Tracking Writing Productivity

Hi, I am tracking my writing productivity. I am using an excel spreadsheet to track pages per chapter and pages for a whole book. I am using an app called Klok as a timer (because I have had this in my workflow in the past). I am interested in whether an hours per day target or a daily page target generates higher actual page counts. Note that I cannot count words in my situation, but my pages are fixed in size.

I spent last week trying out the tracking and working out some of the kinks. I am trying a self-experiment for the next two weeks: this week target is 5 hours a day and in two weeks after some travel, I will use a page target of three pages per day.

One thing that is a little hard is whether some time that I put in counts as ‘writing’. If I pace across the room while thinking, or if I spend time editing a draft of a graphic from my designer, are those activities 'writing" time or not. This is less of an issue with daily page targets, although I guess I would count all that time as toward the goal if the graphic went into the document.

Track quality too. Keep track of which pages you wrote and when. This will allow you to later add quantified criticism and editing to your tracking.

I have been doing this informally in a comments column, along with reasons why I did not generate targets that day. It is difficult to assess my own quality as I progress. Sometimes I think something is great and then three weeks later I think it is ridiculous and terrible.

Open to suggestions for what constitutes quality as a trackable element.

Thanks for responding.

Hi Ted, Allen Neuringer rated “quality of ideas” by looking at them after some time had passed. He discovered that his ideas were better after moving around, rather than sitting.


Task
Set down a true copy of the data, with all pictures left out.
Start of Data extract
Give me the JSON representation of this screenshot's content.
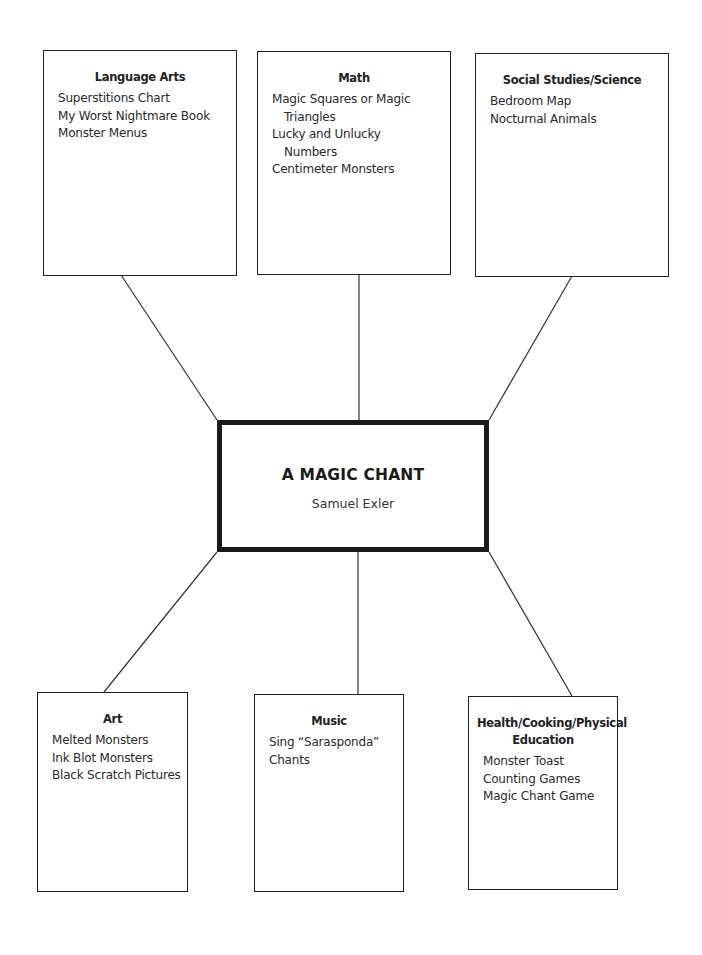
{
  "center": {
    "title": "A MAGIC CHANT",
    "subtitle": "Samuel Exler"
  },
  "branches": [
    {
      "title": "Language Arts",
      "items": [
        [
          "Superstitions Chart"
        ],
        [
          "My Worst Nightmare Book"
        ],
        [
          "Monster Menus"
        ]
      ]
    },
    {
      "title": "Math",
      "items": [
        [
          "Magic Squares or Magic",
          "Triangles"
        ],
        [
          "Lucky and Unlucky",
          "Numbers"
        ],
        [
          "Centimeter Monsters"
        ]
      ]
    },
    {
      "title": "Social Studies/Science",
      "items": [
        [
          "Bedroom Map"
        ],
        [
          "Nocturnal Animals"
        ]
      ]
    },
    {
      "title": "Art",
      "items": [
        [
          "Melted Monsters"
        ],
        [
          "Ink Blot Monsters"
        ],
        [
          "Black Scratch Pictures"
        ]
      ]
    },
    {
      "title": "Music",
      "items": [
        [
          "Sing “Sarasponda”"
        ],
        [
          "Chants"
        ]
      ]
    },
    {
      "title": "Health/Cooking/Physical Education",
      "items": [
        [
          "Monster Toast"
        ],
        [
          "Counting Games"
        ],
        [
          "Magic Chant Game"
        ]
      ]
    }
  ]
}
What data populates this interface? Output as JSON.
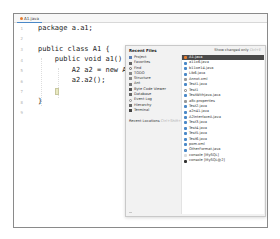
{
  "editor": {
    "tab_label": "A1.java",
    "line_numbers": [
      "1",
      "2",
      "3",
      "4",
      "5",
      "6",
      "7",
      "8",
      "9"
    ],
    "lines": [
      "package a.a1;",
      "",
      "public class A1 {",
      "    public void a1() ",
      "        A2 a2 = new A2();",
      "        a2.a2();",
      "    ",
      "}",
      ""
    ]
  },
  "popup": {
    "title": "Recent Files",
    "hint_label": "Show changed only",
    "hint_shortcut": "Ctrl+E",
    "left_items": [
      {
        "label": "Project",
        "icon": "project-icon",
        "color": "#5b7fb5"
      },
      {
        "label": "Favorites",
        "icon": "star-icon",
        "color": "#666666"
      },
      {
        "label": "Find",
        "icon": "search-icon",
        "color": "#666666"
      },
      {
        "label": "TODO",
        "icon": "todo-icon",
        "color": "#666666"
      },
      {
        "label": "Structure",
        "icon": "structure-icon",
        "color": "#666666"
      },
      {
        "label": "Ant",
        "icon": "ant-icon",
        "color": "#666666"
      },
      {
        "label": "Byte Code Viewer",
        "icon": "bytecode-icon",
        "color": "#666666"
      },
      {
        "label": "Database",
        "icon": "database-icon",
        "color": "#666666"
      },
      {
        "label": "Event Log",
        "icon": "event-log-icon",
        "color": "#888888"
      },
      {
        "label": "Hierarchy",
        "icon": "hierarchy-icon",
        "color": "#666666"
      },
      {
        "label": "Terminal",
        "icon": "terminal-icon",
        "color": "#444444"
      }
    ],
    "recent_locations_label": "Recent Locations",
    "recent_locations_shortcut": "Ctrl+Shift+E",
    "files": [
      {
        "name": "A1.java",
        "selected": true,
        "color": "#e57c2f"
      },
      {
        "name": "a11x6.java",
        "selected": false,
        "color": "#4a88c7"
      },
      {
        "name": "b11oe14.java",
        "selected": false,
        "color": "#4a88c7"
      },
      {
        "name": "Lib6.java",
        "selected": false,
        "color": "#4a88c7"
      },
      {
        "name": "Annot.xml",
        "selected": false,
        "color": "#999999"
      },
      {
        "name": "Test1.java",
        "selected": false,
        "color": "#4a88c7"
      },
      {
        "name": "Test1",
        "selected": false,
        "color": "#999999"
      },
      {
        "name": "TestWithjava.java",
        "selected": false,
        "color": "#4a88c7"
      },
      {
        "name": "a8c.properties",
        "selected": false,
        "color": "#999999"
      },
      {
        "name": "Test2.java",
        "selected": false,
        "color": "#4a88c7"
      },
      {
        "name": "a2n41.java",
        "selected": false,
        "color": "#4a88c7"
      },
      {
        "name": "A2InterfaceA.java",
        "selected": false,
        "color": "#4a88c7"
      },
      {
        "name": "Test3.java",
        "selected": false,
        "color": "#4a88c7"
      },
      {
        "name": "Test4.java",
        "selected": false,
        "color": "#4a88c7"
      },
      {
        "name": "Test5.java",
        "selected": false,
        "color": "#4a88c7"
      },
      {
        "name": "Test6.java",
        "selected": false,
        "color": "#4a88c7"
      },
      {
        "name": "pom.xml",
        "selected": false,
        "color": "#4a88c7"
      },
      {
        "name": "OtherFormat.java",
        "selected": false,
        "color": "#4a88c7"
      },
      {
        "name": "console [MySQL]",
        "selected": false,
        "color": "#bbbbbb"
      },
      {
        "name": "console [MySQL@2]",
        "selected": false,
        "color": "#333333"
      }
    ]
  }
}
End of Data extract
Reply to the exercise
Give me the JSON representation of this screenshot's content.
{
  "center": {
    "title": "A MAGIC CHANT",
    "subtitle": "Samuel Exler"
  },
  "branches": [
    {
      "title": "Language Arts",
      "items": [
        [
          "Superstitions Chart"
        ],
        [
          "My Worst Nightmare Book"
        ],
        [
          "Monster Menus"
        ]
      ]
    },
    {
      "title": "Math",
      "items": [
        [
          "Magic Squares or Magic",
          "Triangles"
        ],
        [
          "Lucky and Unlucky",
          "Numbers"
        ],
        [
          "Centimeter Monsters"
        ]
      ]
    },
    {
      "title": "Social Studies/Science",
      "items": [
        [
          "Bedroom Map"
        ],
        [
          "Nocturnal Animals"
        ]
      ]
    },
    {
      "title": "Art",
      "items": [
        [
          "Melted Monsters"
        ],
        [
          "Ink Blot Monsters"
        ],
        [
          "Black Scratch Pictures"
        ]
      ]
    },
    {
      "title": "Music",
      "items": [
        [
          "Sing “Sarasponda”"
        ],
        [
          "Chants"
        ]
      ]
    },
    {
      "title": "Health/Cooking/Physical Education",
      "items": [
        [
          "Monster Toast"
        ],
        [
          "Counting Games"
        ],
        [
          "Magic Chant Game"
        ]
      ]
    }
  ]
}
What data populates this interface? Output as JSON.
{
  "editor": {
    "tab_label": "A1.java",
    "line_numbers": [
      "1",
      "2",
      "3",
      "4",
      "5",
      "6",
      "7",
      "8",
      "9"
    ],
    "lines": [
      "package a.a1;",
      "",
      "public class A1 {",
      "    public void a1() ",
      "        A2 a2 = new A2();",
      "        a2.a2();",
      "    ",
      "}",
      ""
    ]
  },
  "popup": {
    "title": "Recent Files",
    "hint_label": "Show changed only",
    "hint_shortcut": "Ctrl+E",
    "left_items": [
      {
        "label": "Project",
        "icon": "project-icon",
        "color": "#5b7fb5"
      },
      {
        "label": "Favorites",
        "icon": "star-icon",
        "color": "#666666"
      },
      {
        "label": "Find",
        "icon": "search-icon",
        "color": "#666666"
      },
      {
        "label": "TODO",
        "icon": "todo-icon",
        "color": "#666666"
      },
      {
        "label": "Structure",
        "icon": "structure-icon",
        "color": "#666666"
      },
      {
        "label": "Ant",
        "icon": "ant-icon",
        "color": "#666666"
      },
      {
        "label": "Byte Code Viewer",
        "icon": "bytecode-icon",
        "color": "#666666"
      },
      {
        "label": "Database",
        "icon": "database-icon",
        "color": "#666666"
      },
      {
        "label": "Event Log",
        "icon": "event-log-icon",
        "color": "#888888"
      },
      {
        "label": "Hierarchy",
        "icon": "hierarchy-icon",
        "color": "#666666"
      },
      {
        "label": "Terminal",
        "icon": "terminal-icon",
        "color": "#444444"
      }
    ],
    "recent_locations_label": "Recent Locations",
    "recent_locations_shortcut": "Ctrl+Shift+E",
    "files": [
      {
        "name": "A1.java",
        "selected": true,
        "color": "#e57c2f"
      },
      {
        "name": "a11x6.java",
        "selected": false,
        "color": "#4a88c7"
      },
      {
        "name": "b11oe14.java",
        "selected": false,
        "color": "#4a88c7"
      },
      {
        "name": "Lib6.java",
        "selected": false,
        "color": "#4a88c7"
      },
      {
        "name": "Annot.xml",
        "selected": false,
        "color": "#999999"
      },
      {
        "name": "Test1.java",
        "selected": false,
        "color": "#4a88c7"
      },
      {
        "name": "Test1",
        "selected": false,
        "color": "#999999"
      },
      {
        "name": "TestWithjava.java",
        "selected": false,
        "color": "#4a88c7"
      },
      {
        "name": "a8c.properties",
        "selected": false,
        "color": "#999999"
      },
      {
        "name": "Test2.java",
        "selected": false,
        "color": "#4a88c7"
      },
      {
        "name": "a2n41.java",
        "selected": false,
        "color": "#4a88c7"
      },
      {
        "name": "A2InterfaceA.java",
        "selected": false,
        "color": "#4a88c7"
      },
      {
        "name": "Test3.java",
        "selected": false,
        "color": "#4a88c7"
      },
      {
        "name": "Test4.java",
        "selected": false,
        "color": "#4a88c7"
      },
      {
        "name": "Test5.java",
        "selected": false,
        "color": "#4a88c7"
      },
      {
        "name": "Test6.java",
        "selected": false,
        "color": "#4a88c7"
      },
      {
        "name": "pom.xml",
        "selected": false,
        "color": "#4a88c7"
      },
      {
        "name": "OtherFormat.java",
        "selected": false,
        "color": "#4a88c7"
      },
      {
        "name": "console [MySQL]",
        "selected": false,
        "color": "#bbbbbb"
      },
      {
        "name": "console [MySQL@2]",
        "selected": false,
        "color": "#333333"
      }
    ]
  }
}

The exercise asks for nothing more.